TLDR
- Nvidia stock was down 0.3% at $202.14 in premarket trading on Friday
- Meta plans to start manufacturing its in-house AI chip, codenamed “Iris,” from September
- Meta’s chip is designed to augment — not replace — GPU purchases from Nvidia and AMD
- Google and Amazon are also preparing to sell their own AI chips to external customers
- Analysts say Nvidia’s absolute dollar spending from hyperscalers will likely still grow, even as relative market share dips
Nvidia stock was down 0.3% at $202.14 in premarket trading on Friday, edging lower as news broke that Meta Platforms plans to begin manufacturing its own in-house AI chip as early as September.
Meta’s chip, codenamed “Iris,” is part of a four-generation project under its Meta Training and Inference Accelerator (MTIA) program. The chip is being designed with help from Broadcom and will be manufactured by Taiwan Semiconductor Manufacturing Co (TSMC).
The internal memo reviewed by Reuters showed that bug testing took just six weeks and turned up no major issues — a faster-than-expected timeline for a program that has had a rocky start since launching more than five years ago.
Meta plans to release a new chip roughly every six months through 2027, a notably faster cadence than the industry norm of once a year or more.
The goal is straightforward: lower computing costs and reduce reliance on external chip suppliers like Nvidia and AMD.
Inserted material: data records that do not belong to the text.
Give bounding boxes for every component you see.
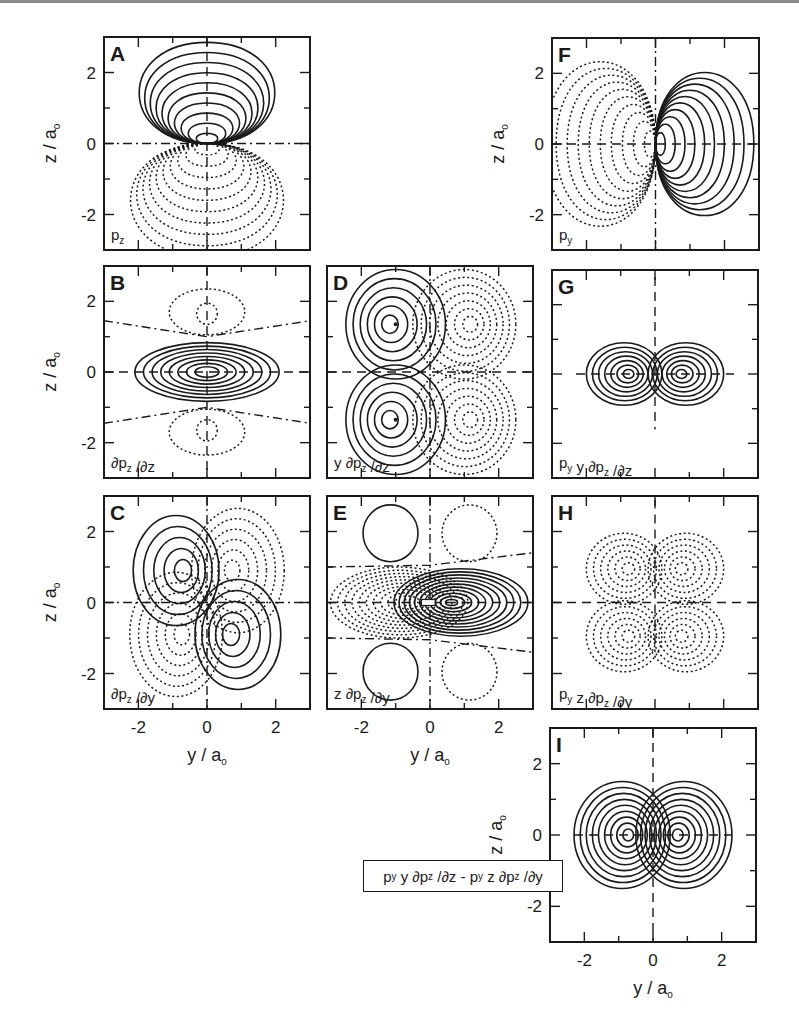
contour-group — [545, 38, 759, 250]
label-part: y ∂p — [396, 868, 428, 885]
y-tick-label: 2 — [535, 64, 544, 83]
panel-a: Apz20-2z / ao — [40, 37, 310, 257]
panel-letter: E — [333, 501, 347, 524]
panel-function-label: py y ∂pz /∂z — [559, 454, 632, 479]
panel-function-label: z ∂pz /∂y — [334, 685, 390, 706]
panel-h: Hpy z ∂pz /∂y — [552, 496, 758, 710]
y-tick-label: 0 — [535, 135, 544, 154]
y-tick-label: 2 — [87, 292, 96, 311]
x-tick-label: 0 — [648, 951, 657, 970]
panel-letter: H — [558, 501, 573, 524]
x-tick-label: -2 — [577, 951, 592, 970]
panel-b: B∂pz /∂z20-2z / ao — [40, 266, 310, 478]
x-tick-label: 2 — [494, 718, 503, 737]
y-tick-label: -2 — [529, 206, 544, 225]
panel-function-label: ∂pz /∂y — [111, 685, 156, 706]
contour-group — [104, 496, 310, 709]
panel-letter: F — [558, 43, 571, 66]
y-axis-title: z / ao — [40, 582, 62, 622]
x-tick-label: 0 — [425, 718, 434, 737]
panel-f: Fpy20-2z / ao — [488, 38, 759, 250]
panel-letter: C — [110, 501, 125, 524]
panel-d: Dy ∂pz /∂z — [327, 266, 533, 478]
panel-letter: I — [556, 733, 562, 756]
y-axis-title: z / ao — [488, 124, 510, 164]
panel-function-label: ∂pz /∂z — [111, 454, 155, 475]
contour-group — [104, 37, 310, 257]
label-part: p — [383, 868, 391, 885]
y-tick-label: 2 — [87, 64, 96, 83]
label-part: /∂y — [520, 868, 543, 885]
panel-e: Ez ∂pz /∂y-202y / ao — [327, 496, 533, 767]
panel-letter: D — [333, 271, 348, 294]
panel-function-label: py z ∂pz /∂y — [559, 685, 633, 710]
y-tick-label: -2 — [527, 897, 542, 916]
contour-group — [327, 266, 533, 478]
contour-group — [576, 277, 734, 430]
contour-group — [104, 266, 310, 478]
x-tick-label: -2 — [131, 718, 146, 737]
y-tick-label: 0 — [87, 594, 96, 613]
y-axis-title: z / ao — [486, 815, 508, 855]
combined-function-label: py y ∂pz /∂z - py z ∂pz /∂y — [363, 860, 563, 892]
x-axis-title: y / ao — [187, 745, 227, 767]
y-tick-label: -2 — [81, 665, 96, 684]
panel-letter: A — [110, 42, 125, 65]
y-tick-label: -2 — [81, 434, 96, 453]
label-part: /∂z - p — [433, 868, 478, 885]
x-axis-title: y / ao — [633, 978, 673, 1000]
panel-letter: B — [110, 271, 125, 294]
panel-letter: G — [558, 275, 574, 298]
contour-group — [327, 496, 533, 709]
panel-c: C∂pz /∂y20-2z / ao-202y / ao — [40, 496, 310, 767]
x-tick-label: 0 — [202, 718, 211, 737]
panel-function-label: y ∂pz /∂z — [334, 454, 390, 475]
y-tick-label: -2 — [81, 206, 96, 225]
contour-group — [574, 728, 732, 942]
y-tick-label: 0 — [533, 826, 542, 845]
x-axis-title: y / ao — [410, 745, 450, 767]
label-part: z ∂p — [483, 868, 515, 885]
y-tick-label: 0 — [87, 363, 96, 382]
y-axis-title: z / ao — [40, 352, 62, 392]
y-tick-label: 0 — [87, 135, 96, 154]
panel-g: Gpy y ∂pz /∂z — [552, 270, 758, 479]
y-tick-label: 2 — [533, 755, 542, 774]
y-axis-title: z / ao — [40, 123, 62, 163]
y-tick-label: 2 — [87, 523, 96, 542]
x-tick-label: 2 — [271, 718, 280, 737]
x-tick-label: 2 — [717, 951, 726, 970]
contour-group — [552, 500, 758, 672]
panel-function-label: pz — [111, 226, 124, 246]
x-tick-label: -2 — [354, 718, 369, 737]
panel-function-label: py — [559, 226, 572, 246]
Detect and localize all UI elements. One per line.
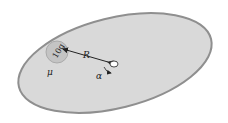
friction-label: μ: [47, 67, 53, 77]
turntable-diagram: 10g R μ α: [0, 0, 228, 123]
pivot-icon: [110, 61, 118, 67]
radius-label: R: [82, 50, 90, 60]
angular-accel-label: α: [96, 71, 102, 81]
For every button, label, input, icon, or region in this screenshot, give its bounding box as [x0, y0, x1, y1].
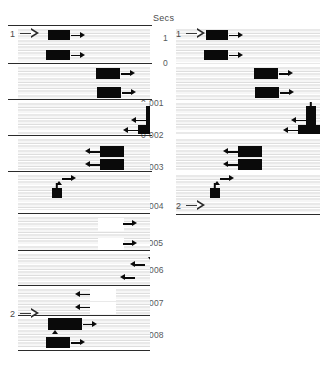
- band-right-1-trace-0-arrow-right: [229, 32, 244, 39]
- band-left-1-trace-1-block: [46, 50, 70, 60]
- band-left-9-trace-1-tick-up: [52, 330, 58, 334]
- band-right-3-trace-1-arrow-left: [291, 117, 306, 124]
- band-left-5-trace-0-arrow-right: [62, 175, 77, 182]
- band-right-4-trace-1-arrow-left: [223, 161, 238, 168]
- band-left-3-trace-2-arrow-left: [123, 127, 138, 134]
- band-left-3-trace-1-arrow-left: [131, 117, 146, 124]
- band-right-4: [176, 138, 320, 170]
- band-right-5-rule-bottom: [176, 214, 320, 215]
- band-left-7-trace-2-arrow-left: [120, 274, 135, 281]
- band-right-1-trace-1-arrow-right: [229, 52, 244, 59]
- band-left-9-trace-2-block: [46, 337, 70, 348]
- band-right-3-trace-2-arrow-left: [283, 127, 298, 134]
- band-left-4-trace-1-arrow-left: [85, 161, 100, 168]
- band-left-1-trace-0-block: [48, 30, 70, 40]
- band-right-2-trace-0-arrow-right: [279, 70, 294, 77]
- band-right-4-rule-top: [8, 135, 152, 136]
- band-left-8-trace-0-block: [90, 289, 116, 301]
- band-left-3-trace-1-block: [146, 115, 150, 125]
- band-left-3-trace-2-block: [138, 125, 150, 134]
- event-number-2-3: 2: [176, 201, 181, 211]
- band-left-6: [18, 216, 150, 250]
- band-left-6-trace-0-block: [98, 218, 124, 231]
- band-left-9-trace-0-block: [48, 318, 82, 330]
- band-right-2-rule-top: [8, 63, 152, 64]
- band-right-5-trace-2-flask-marker: [210, 183, 220, 198]
- band-left-5-trace-2-flask-marker: [52, 183, 62, 198]
- band-right-2-trace-0-block: [254, 68, 278, 79]
- band-right-5-rule-top: [8, 171, 152, 172]
- band-left-7-trace-1-arrow-left: [130, 261, 145, 268]
- band-right-2-trace-1-block: [255, 87, 279, 98]
- event-pointer-1-0: [20, 28, 42, 39]
- band-left-8-trace-0-arrow-left: [75, 291, 90, 298]
- band-left-9-trace-2-arrow-right: [71, 339, 86, 346]
- band-left-4-trace-1-block: [100, 159, 124, 170]
- band-left-3-trace-0-flask-marker: [146, 102, 150, 115]
- band-left-6-trace-0-arrow-right: [123, 220, 138, 227]
- band-left-6-trace-1-block: [98, 238, 124, 250]
- band-right-4-trace-0-block: [238, 146, 262, 157]
- band-left-4-trace-0-block: [100, 146, 124, 157]
- band-left-7-trace-0-tick-down: [148, 257, 150, 261]
- band-right-4-trace-1-block: [238, 159, 262, 170]
- band-left-3: [18, 102, 150, 134]
- band-right-1-trace-0-block: [206, 30, 228, 40]
- band-right-1-rule-top: [8, 25, 152, 26]
- event-pointer-2-2: [20, 308, 42, 319]
- band-right-3-rule-top: [8, 99, 152, 100]
- event-number-1-0: 1: [10, 29, 15, 39]
- band-right-1-trace-1-block: [204, 50, 228, 60]
- band-left-7: [18, 253, 150, 285]
- band-right-3-trace-2-block: [298, 125, 320, 134]
- band-left-9-trace-0-arrow-right: [83, 321, 98, 328]
- band-left-9: [18, 318, 150, 348]
- band-left-8-trace-1-arrow-left: [75, 304, 90, 311]
- band-left-2-trace-0-block: [96, 68, 120, 79]
- band-right-3-trace-1-block: [306, 115, 316, 125]
- event-number-1-1: 1: [176, 29, 181, 39]
- band-left-6-trace-1-arrow-right: [123, 240, 138, 247]
- band-right-4-trace-0-arrow-left: [223, 148, 238, 155]
- band-left-8-trace-1-block: [90, 302, 116, 314]
- event-pointer-1-1: [186, 28, 208, 39]
- event-pointer-2-3: [186, 200, 208, 211]
- band-left-5: [18, 174, 150, 210]
- band-right-5-trace-0-arrow-right: [220, 175, 235, 182]
- band-right-2-trace-1-arrow-right: [280, 89, 295, 96]
- band-left-2: [18, 66, 150, 100]
- band-left-2-trace-1-arrow-right: [122, 89, 137, 96]
- event-number-2-2: 2: [10, 309, 15, 319]
- band-left-7-rule-top: [18, 250, 150, 251]
- band-right-2: [176, 66, 320, 100]
- band-left-2-trace-0-arrow-right: [121, 70, 136, 77]
- band-right-3-trace-0-flask-marker: [306, 102, 316, 115]
- band-left-1-trace-1-arrow-right: [71, 52, 86, 59]
- band-left-1-trace-0-arrow-right: [71, 32, 86, 39]
- band-left-6-rule-top: [18, 213, 150, 214]
- band-left-4: [18, 138, 150, 170]
- band-left-4-trace-0-arrow-left: [85, 148, 100, 155]
- band-left-8-rule-top: [18, 285, 150, 286]
- band-left-9-rule-bottom: [18, 350, 150, 351]
- band-left-2-trace-1-block: [97, 87, 121, 98]
- figure-canvas: Secs 100·0010·0020·0030·0040.0050·0060·0…: [0, 0, 324, 369]
- band-right-3: [176, 102, 320, 134]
That said, “Iris” is not designed to replace Nvidia GPUs entirely. The chip is aimed at augmenting the large volumes of GPUs Meta already buys. Meta’s own internal memo acknowledged that adopting the latest GPUs at its scale “has been a heavy lift, and it has cost us time.”
What Analysts Are Saying
Benchmark Research analyst Cody Acree pushed back on the idea that this spells trouble for Nvidia. He noted that while Nvidia may lose relative market share within Meta’s growing build plans, overall hyperscaler spending is expected to more than double, meaning Nvidia’s absolute revenue from these customers could still grow.
Meta expects to spend up to $145 billion on AI infrastructure this year alone, as part of a broader Big Tech push projected to exceed $700 billion.
The Bigger Picture for Nvidia
The Meta news is one piece of a larger story. Google and Amazon are both preparing to offer their own AI chips — Google’s Tensor Processing Units and Amazon’s Trainium processors — to external customers.
Both are capable of running the latest AI models and may offer more cost-efficient performance in certain workloads, putting additional pressure on Nvidia’s dominance.
Nvidia’s stock has lagged the broader chip sector recently, with AMD up 5.67% and Meta up 4.70% on the day, while Nvidia sat in the red.
Futures tied to the Nasdaq 100 were down 0.2%, meaning Nvidia’s move was broadly in line with the wider market, though the company-specific headlines added an extra layer of pressure.
Meta plans to deploy seven gigawatts of computing infrastructure in 2026 and double that figure in 2027, with long-term supply agreements already locked in with Samsung, Sandisk, and Sumitomo Electric to support that expansion.